In spite of my huge built in bias and years of standard experiences in the current world of psychiatric treatment, I want to see what the Norway efforts and experimental treatment models can accomplish, what they evolve into, what factors they may be able to tease out since we no longer have too many sponsored or approved studies along these lines going on in the western world of medicine. I can predict that almost all “IRBs, “Institutional Review Boards” of clinical psychiatric research centers would almost never give approval to such work. More the pity as perhaps there are still interpersonal and talking therapy approaches that work better than others with standard inpatients and it might be possible to see those stand out in relief without medicines in some patients.
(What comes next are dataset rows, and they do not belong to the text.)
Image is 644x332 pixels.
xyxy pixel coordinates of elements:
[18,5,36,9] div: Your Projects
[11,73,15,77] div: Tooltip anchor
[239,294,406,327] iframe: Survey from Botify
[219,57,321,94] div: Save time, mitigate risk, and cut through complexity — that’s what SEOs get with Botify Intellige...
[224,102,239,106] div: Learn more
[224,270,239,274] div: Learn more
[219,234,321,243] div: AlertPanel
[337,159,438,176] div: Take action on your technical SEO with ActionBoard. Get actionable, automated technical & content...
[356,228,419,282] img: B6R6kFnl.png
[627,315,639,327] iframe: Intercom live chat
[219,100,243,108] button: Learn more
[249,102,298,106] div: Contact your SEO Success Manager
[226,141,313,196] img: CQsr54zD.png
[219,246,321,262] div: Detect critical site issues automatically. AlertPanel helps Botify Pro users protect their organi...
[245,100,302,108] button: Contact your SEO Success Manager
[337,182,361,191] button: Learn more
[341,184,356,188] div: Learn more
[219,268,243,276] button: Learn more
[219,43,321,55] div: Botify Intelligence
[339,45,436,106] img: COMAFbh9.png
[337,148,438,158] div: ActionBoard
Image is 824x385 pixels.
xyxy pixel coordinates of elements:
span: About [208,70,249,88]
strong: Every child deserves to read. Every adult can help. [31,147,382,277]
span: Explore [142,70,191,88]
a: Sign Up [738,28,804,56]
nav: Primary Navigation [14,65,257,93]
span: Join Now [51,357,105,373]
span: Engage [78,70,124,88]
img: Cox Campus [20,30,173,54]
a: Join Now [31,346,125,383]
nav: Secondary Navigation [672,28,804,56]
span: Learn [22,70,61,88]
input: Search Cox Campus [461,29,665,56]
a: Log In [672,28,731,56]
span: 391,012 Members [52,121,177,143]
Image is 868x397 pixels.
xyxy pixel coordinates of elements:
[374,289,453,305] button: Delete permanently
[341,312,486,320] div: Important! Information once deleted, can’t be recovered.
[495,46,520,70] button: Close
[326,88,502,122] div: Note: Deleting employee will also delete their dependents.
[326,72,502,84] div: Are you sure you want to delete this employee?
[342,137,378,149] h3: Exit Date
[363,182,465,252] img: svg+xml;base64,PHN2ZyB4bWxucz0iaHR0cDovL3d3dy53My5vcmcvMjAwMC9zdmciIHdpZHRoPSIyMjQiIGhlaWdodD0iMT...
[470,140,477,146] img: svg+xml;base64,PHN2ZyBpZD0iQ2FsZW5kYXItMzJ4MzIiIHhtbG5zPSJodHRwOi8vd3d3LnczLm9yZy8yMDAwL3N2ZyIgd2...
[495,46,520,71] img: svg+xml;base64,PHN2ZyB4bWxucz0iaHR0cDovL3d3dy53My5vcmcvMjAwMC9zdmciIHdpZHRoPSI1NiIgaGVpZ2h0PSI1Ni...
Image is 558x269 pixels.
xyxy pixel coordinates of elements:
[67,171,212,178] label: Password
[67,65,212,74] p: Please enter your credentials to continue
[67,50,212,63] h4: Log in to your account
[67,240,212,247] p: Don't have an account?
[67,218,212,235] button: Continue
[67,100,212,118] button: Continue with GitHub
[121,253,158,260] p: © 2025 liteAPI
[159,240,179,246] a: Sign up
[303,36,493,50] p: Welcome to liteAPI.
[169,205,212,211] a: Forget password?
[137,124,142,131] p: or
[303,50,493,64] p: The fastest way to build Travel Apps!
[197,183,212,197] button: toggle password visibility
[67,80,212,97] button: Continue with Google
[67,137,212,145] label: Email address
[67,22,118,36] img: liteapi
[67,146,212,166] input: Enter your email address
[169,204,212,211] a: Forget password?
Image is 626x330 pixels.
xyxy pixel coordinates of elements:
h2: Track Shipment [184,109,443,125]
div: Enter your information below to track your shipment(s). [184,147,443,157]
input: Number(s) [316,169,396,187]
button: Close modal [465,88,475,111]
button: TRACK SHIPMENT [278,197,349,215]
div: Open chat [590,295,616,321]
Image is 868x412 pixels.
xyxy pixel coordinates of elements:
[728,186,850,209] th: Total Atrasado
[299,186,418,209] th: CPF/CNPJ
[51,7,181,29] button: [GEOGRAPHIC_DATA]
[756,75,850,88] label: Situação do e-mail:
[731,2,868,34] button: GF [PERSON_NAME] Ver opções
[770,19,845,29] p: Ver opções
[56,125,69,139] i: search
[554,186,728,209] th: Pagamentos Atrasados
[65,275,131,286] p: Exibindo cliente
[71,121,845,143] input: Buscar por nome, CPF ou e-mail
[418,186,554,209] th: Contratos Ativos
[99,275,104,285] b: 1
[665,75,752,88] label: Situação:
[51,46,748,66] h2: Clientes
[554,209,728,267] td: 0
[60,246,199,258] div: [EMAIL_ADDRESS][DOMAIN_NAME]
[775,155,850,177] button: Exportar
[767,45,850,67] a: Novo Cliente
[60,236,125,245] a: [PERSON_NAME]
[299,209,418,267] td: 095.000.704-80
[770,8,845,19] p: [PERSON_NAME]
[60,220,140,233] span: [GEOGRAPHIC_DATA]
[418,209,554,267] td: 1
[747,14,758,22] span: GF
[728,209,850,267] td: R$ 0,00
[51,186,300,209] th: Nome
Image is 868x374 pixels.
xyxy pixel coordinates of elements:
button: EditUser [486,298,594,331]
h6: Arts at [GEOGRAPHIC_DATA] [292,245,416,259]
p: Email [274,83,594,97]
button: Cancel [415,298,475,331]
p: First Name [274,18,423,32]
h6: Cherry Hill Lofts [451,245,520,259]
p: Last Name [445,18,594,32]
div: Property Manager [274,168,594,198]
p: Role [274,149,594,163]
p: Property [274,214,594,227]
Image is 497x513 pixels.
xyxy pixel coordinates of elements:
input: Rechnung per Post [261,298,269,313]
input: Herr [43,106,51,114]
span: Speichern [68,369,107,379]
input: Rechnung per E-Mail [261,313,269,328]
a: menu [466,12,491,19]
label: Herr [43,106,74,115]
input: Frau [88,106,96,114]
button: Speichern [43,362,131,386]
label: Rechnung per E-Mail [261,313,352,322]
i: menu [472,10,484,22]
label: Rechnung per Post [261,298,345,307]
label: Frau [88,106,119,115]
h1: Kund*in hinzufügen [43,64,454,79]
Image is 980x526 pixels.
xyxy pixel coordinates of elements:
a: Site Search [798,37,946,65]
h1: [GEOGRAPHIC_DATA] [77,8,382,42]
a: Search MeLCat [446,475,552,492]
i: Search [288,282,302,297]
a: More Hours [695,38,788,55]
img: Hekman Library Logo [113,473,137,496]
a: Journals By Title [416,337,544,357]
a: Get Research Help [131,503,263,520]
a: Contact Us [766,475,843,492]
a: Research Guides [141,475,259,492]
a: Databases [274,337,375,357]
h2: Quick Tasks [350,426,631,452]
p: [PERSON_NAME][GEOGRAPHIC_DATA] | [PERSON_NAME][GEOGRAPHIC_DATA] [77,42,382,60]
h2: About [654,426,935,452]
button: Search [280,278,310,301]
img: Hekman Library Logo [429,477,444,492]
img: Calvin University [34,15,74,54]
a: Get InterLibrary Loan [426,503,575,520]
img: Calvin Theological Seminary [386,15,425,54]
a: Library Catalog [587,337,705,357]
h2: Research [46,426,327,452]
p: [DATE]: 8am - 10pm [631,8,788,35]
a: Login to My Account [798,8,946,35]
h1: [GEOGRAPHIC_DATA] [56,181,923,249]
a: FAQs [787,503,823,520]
I am more than willing to give the Norwegian effort a go at things and am personally glad that it is possible. I hope that it is studied “up one side and down the other,” that as much data as possible is gathered and presented to the world of treatment practitioners for all to review.
Lastly, I must comment on the other rare element contained in this article, all my own past bias coloring experiences aside.
This article goes to great and eloquent lengths to trace the history of various politico-social movements that have grown in Norway, and to at least comparable extent in the most of the other Scandinavian countries, of the right of what I would call a different form of self-choice, self-determination that almost has little or no parallel in our social views, spoken and unspoken mores and standards. The narrative of the author is marvelously woven drawing upon years of social thinking in Norway, exemplified by various social thinkers, commentators, critics, leaders of a number of “citizen advocacy” groups as I would term them. The author successfully brings the reader to a depth of historical feel and appreciation for how all this has developed in Norway so that even if you are not an instant convert, you can very much appreciate this psychiatric treatment model’s origins and roots. For this reason alone, this blog post is well worth the read.

Author: Frank

I am a older child, adult, geriatric teaching psychiatrist with over 30 years' practice experience in North Carolina, first at Duke as clnical teaching faculty, then in Western NC as a primary child psychiatry specialist. I have taught and supervised child psychiatrists and psychiatrists in training and many other mental health professionals and taught at two medical schools. I have served in many public and private practice settings. My primary interest is in observing and documenting the ongoing mental health reform efforts in the State of North Carolina and documenting its sucessess and failures at all levels. My favorite pastime among many others is spoofing my friends and kids with my deadpan sense of humor.

5 thoughts on “Drug Free Inpatient Psychiatric Care in Norway”

  1. Thank you for this very interesting article. Have you heard of GERDA BOYESEN, a norvegian psychologist who created Biodynamic Psychology in the seventies in London and worked with Laing??